Politics & Current Affairs

China’s top immigration authority has announced stricter curbs on “non-essential” international travel by citizens.

Image via Xinhua.

China will “strictly limit” its citizens from traveling outside the country for “non-essential” reasons, the National Immigration Administration (NIA) said in a statement on Thursday, escalating efforts to eradicate the country’s worst outbreak of COVID since the start of the pandemic.

The announcement cited the need to prevent people from bringing the virus into China without providing any further details, though authorities will likely add onto the existing measures that have heavily limited people’s movement within and into the country.

  • Only 74 million international travelers entered and exited the Chinese mainland last year, almost a 79% drop compared with pre-pandemic levels in 2019.
  • China tightened scrutiny over issuing and renewing passports to stop “non-urgent and unnecessary” cross-border travel last July, and issued only 335,000 passports in the first half of 2021 — a measly 2% of the total for the same period in 2019.
  • Rumors that authorities have clipped passports to prevent people from traveling have swirled on social media, after some passengers arriving in Guangzhou aboard a flight from Bangkok posted online.

The curbs are yet another sign that Beijing is buckling down on its COVID-zero policy: Yesterday, we reported on the forced-entry disinfections and the suspension of the last two subway lines that were still operating in Shanghai.

  • Last week, Xí Jìnpíng 习近平 vowed to uphold the government’s uncompromising COVID-zero strategy despite a significant drop in new infections.
  • Japanese bank Nomura estimates that 41 Chinese cities with a population of almost 300 million are under partial or complete lockdowns.
  • Chinese cities canceled Advanced Placement (AP) exams for students applying to study at universities abroad, a move likely to further limit outbound flows over the coming year.

Some fear COVID-zero is only isolating China even further. “China cannot develop in isolation of the world and nor can the world develop without China,” vice president Wáng Qíshān 王岐山 said just six months ago. “China will not waver in its resolve to deepen reform and expand opening up.”

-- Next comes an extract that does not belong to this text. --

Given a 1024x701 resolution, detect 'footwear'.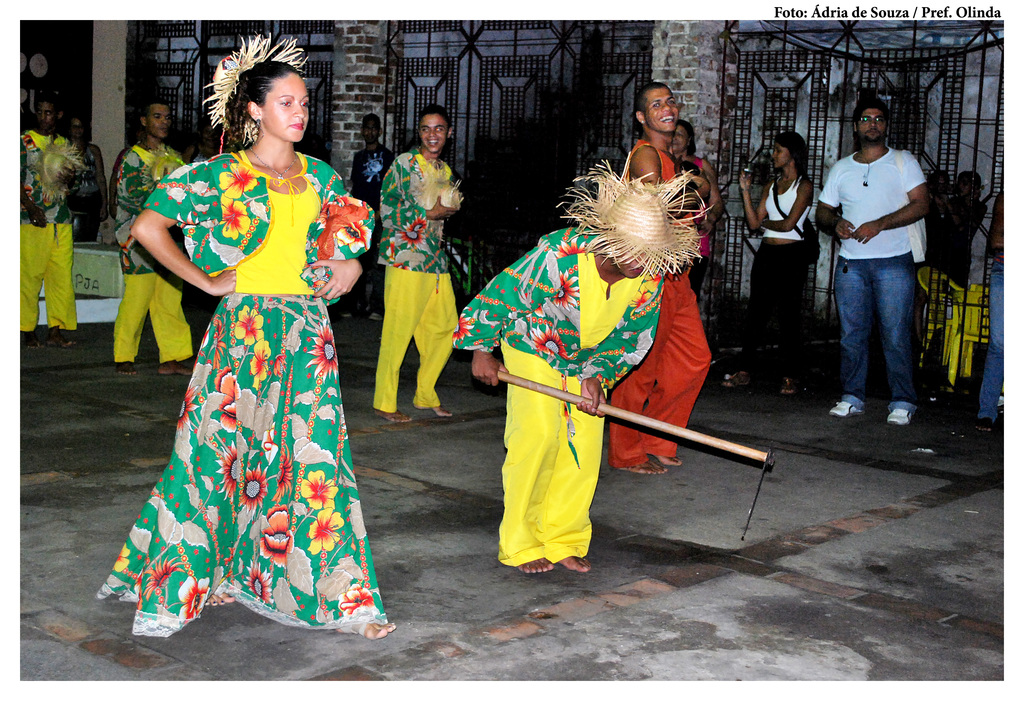
[x1=828, y1=400, x2=863, y2=418].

  • “Beijing’s latest move to combat COVID: restrict foreign travel by Chinese nationals. Haijin Edict, v. 2!” Marcus Brauchli, prominent journalist and co-founder of North Base Media, wrote on Twitter.

The topic is trending on Weibo. A few reactions:

  • “This is nonsense,” said one Weibo user from Beijing.
  • “I’m starting to get anxious. There are so many people walking away that even the blind can see it,” said one user from Shanghai.
  • “Is there still a chance to return to China in this life?😭😭😭,” asked one user from the United States. “They have announced that they don’t want you,” replied a user in Jiangsu.

Meanwhile, officials in Beijing have denied rumors of a lockdown, after the Chinese capital reported 35 locally transmitted cases in the previous 24 hours on Thursday. Some residents are rushing to stock up on goods, but Anthony Tao — a longtime Beijing resident and the managing editor of The China Project — has not caved in to buy his bag of rice.